Keeping One Eye on the Prize
January 31, 2025•360 words
Once you've gathered your tools, you need to do something with them.
I feel swamped in a tech bubble moment where there's a lot of tool-building and conversations about tools and their potential for building more tools. I.e. AI and tech, and it's potential for helping folks build more platforms for AI and tech etc. etc.
However, I feel like I'm missing exposure to activity where those tools are in use for an external end purpose.
Everyone is so focused on the shovels for the gold rush, but what are people actually doing with their gold?
Sure, selling shovels is a lucrative business to be in but it's a few steps removed from where people are living.
Like I'm selling guitars, but never actually experiencing music.
And so it is with building this writing muscle: a means to what end?
What do you say when you've found your voice?
What do you use your fancy AI model for once you've got the one that's passing all the right benchmarks?
This feels like a fast-track train to existential questions around what counts as living vs striving to live.
Don't medics just equip you with health so that you can get busy living?
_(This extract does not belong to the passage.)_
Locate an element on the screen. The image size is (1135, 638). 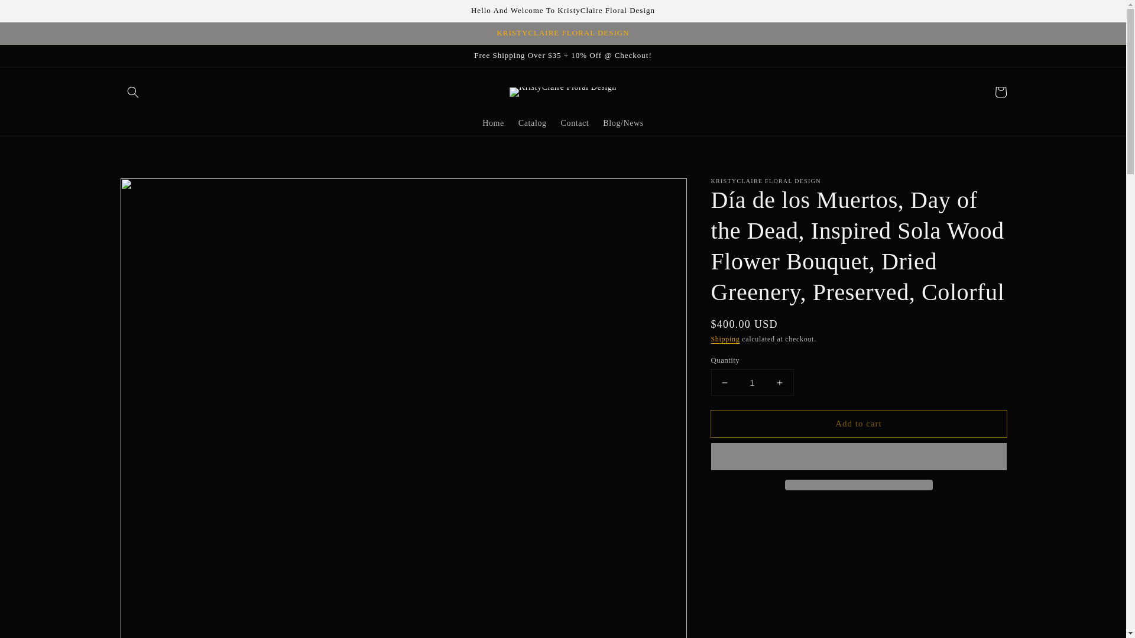
Skip to product information is located at coordinates (155, 190).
Isn't education just a means to navigating the world?
Which activities count as an end as opposed to a means to an end?
Some ideas bubbling to the surface immediately:
- Creating art, for art's sake
- Exploring, discovering and appreciating the physical world
- Learning new ideas, and other ways of thinking for the sake of it
- Play
- Consuming art for art's sake
Whatever else is on the list, I could do with more deliberate representation in my daily interaction-sphere. So it's not all means and no ends, even though some means are ends in themselves. Can't you just write for the pleasure of writing? Or build muscle for the delight of progress? It is useful to prepare;
"If I knew I was going to live this long, I would have taken better care of my body" - Mickey Mantle
but that's not always the point and I'm not trying to keep sight of that.